Proud Pinoy, Finally

On a recent trip recently from Zurich, I happened to queue up with fellow country folks at the airport. It was no Singapore or Changi or some private airstrip where things go much faster.

They said, for a “1st world country”, whatever that really meant, it felt better passing through some “3rd world country” airport with dilapidated infrastructure than this.

I thought, “Uh oh, the same old story…”

They continued, that it was just a shame they couldn’t use the faster queues for those with better passports. The dream of a third world fool like me: citizenship from a “better” country for a “better” passport.

I could not help myself but face them and hold up my god#amn PILIPINAS PASAPORTE very high. I said, I had access to another passport but chose to queue up. They said I was a fool. Especially travelling with a little one.

I said no. I wanted my girl to know this feeling, of the world’s injustice or unfairness. And to face it with a smile. And to endure it if we cannot do anything about it. And to fix it if we can. But to always be quietly proud. It is better to be a good person than to have a passport that affords fake respect or access to countries one will never visit because they couldn’t afford it.

It is better to be little people with hard earned hundreds of millions in the bank or be little people who serve the world for good than to be born and to live with too much regard for privilege and entitlements.

I remember Lee Kuan Yew’s speech in Harvard explaining the first reason he became politicised. How I wish I met the man…

“Before the war broke out, our ##### rulers feared, that the Asians would panic if bombs and shells fell upon them. When the bombs and shells actually came, it was ##### bosses who … packed their families off. The ##### subjects stoically bore their sufferings. That aura of overwhelming superiority with which the ##### held us in thrall, was broken, never to be restored.”

But yes, they were right. I was a fool. I am still a fool.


• **Aim of the exercise**
The result should be an exact copy of only the lines from the one with "Describe the element at coordinates (583, 629)" through the last line of the data below, with pictures omitted.

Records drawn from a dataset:

---*---

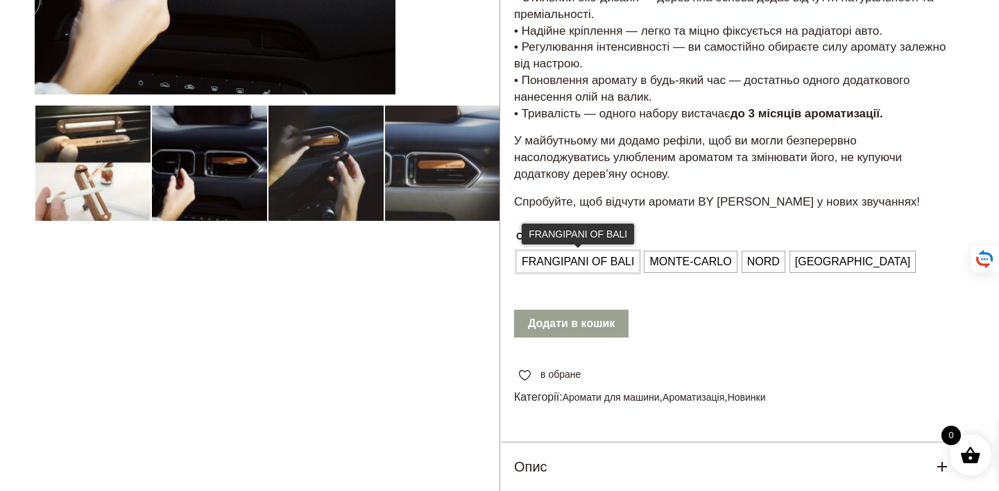 The image size is (999, 491). Describe the element at coordinates (732, 157) in the screenshot. I see `p: У майбутньому ми додамо рефіли, щоб ви могли безперервно насолоджуватись улюбленим ароматом та зм...` at that location.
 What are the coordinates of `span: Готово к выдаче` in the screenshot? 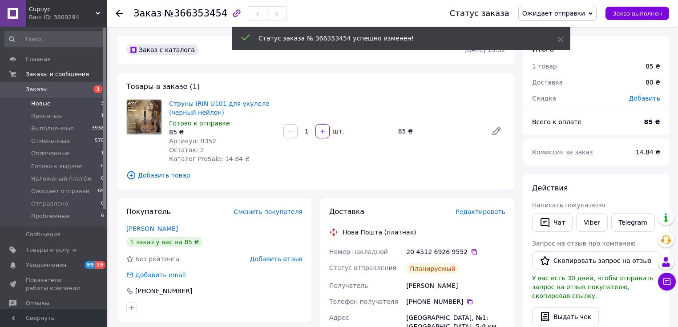 It's located at (57, 166).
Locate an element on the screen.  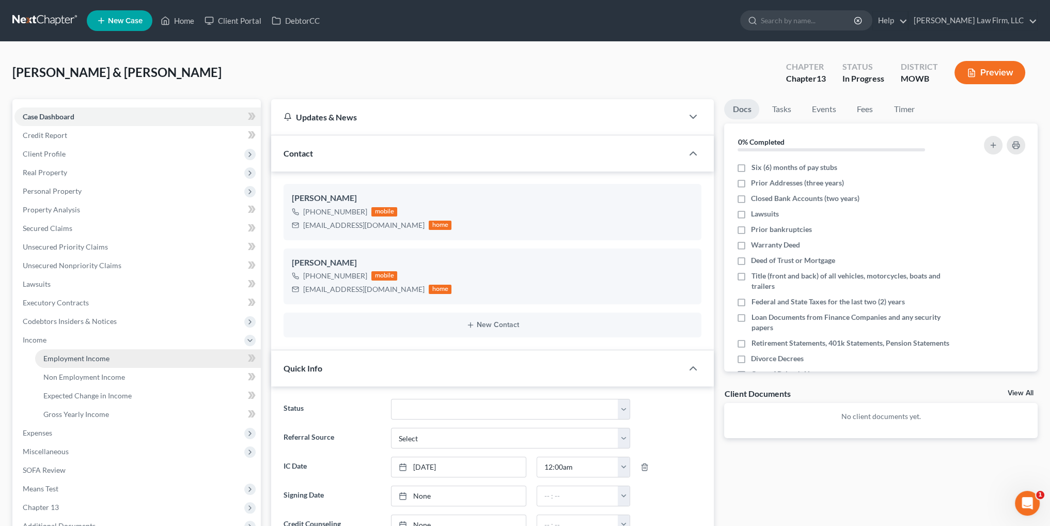
span: Expenses is located at coordinates (37, 432).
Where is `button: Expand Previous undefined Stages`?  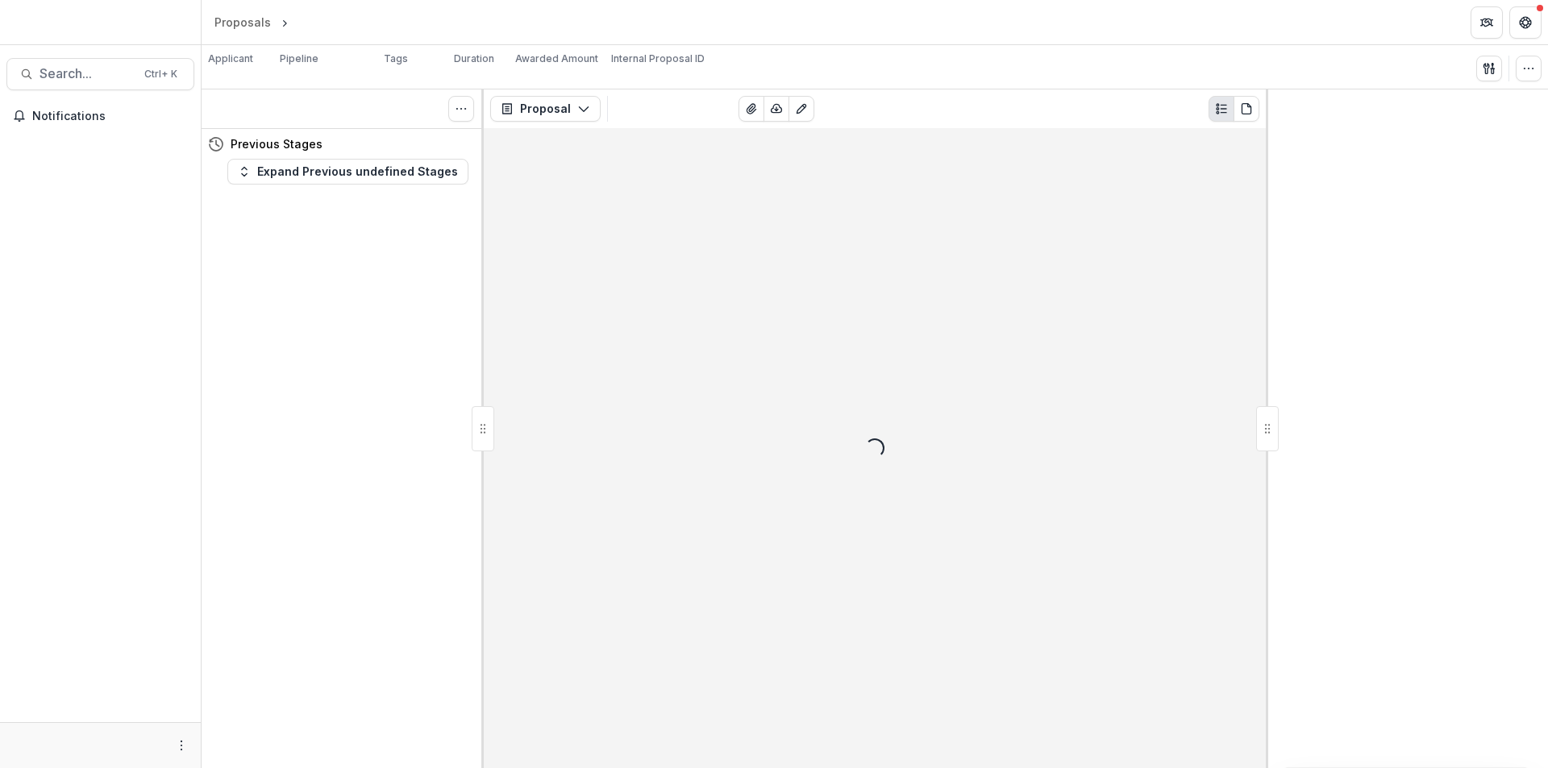 button: Expand Previous undefined Stages is located at coordinates (347, 172).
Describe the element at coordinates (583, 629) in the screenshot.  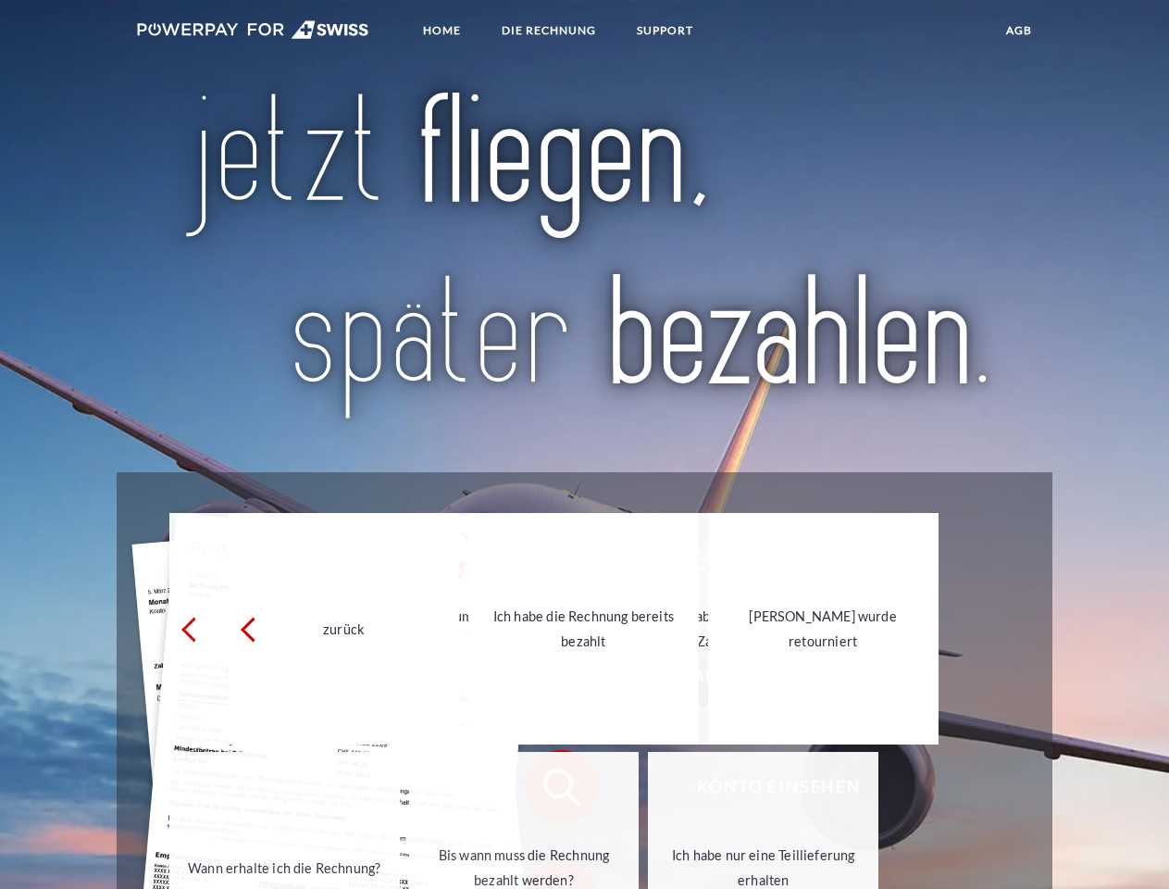
I see `div: Ich habe die Rechnung bereits bezahlt` at that location.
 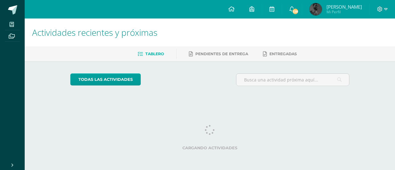 What do you see at coordinates (95, 32) in the screenshot?
I see `span: Actividades recientes y próximas` at bounding box center [95, 32].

---*---

• **Response to the exercise**
Describe the element at coordinates (583, 629) in the screenshot.  
I see `div: Ich habe die Rechnung bereits bezahlt` at that location.
  What do you see at coordinates (95, 32) in the screenshot?
I see `span: Actividades recientes y próximas` at bounding box center [95, 32].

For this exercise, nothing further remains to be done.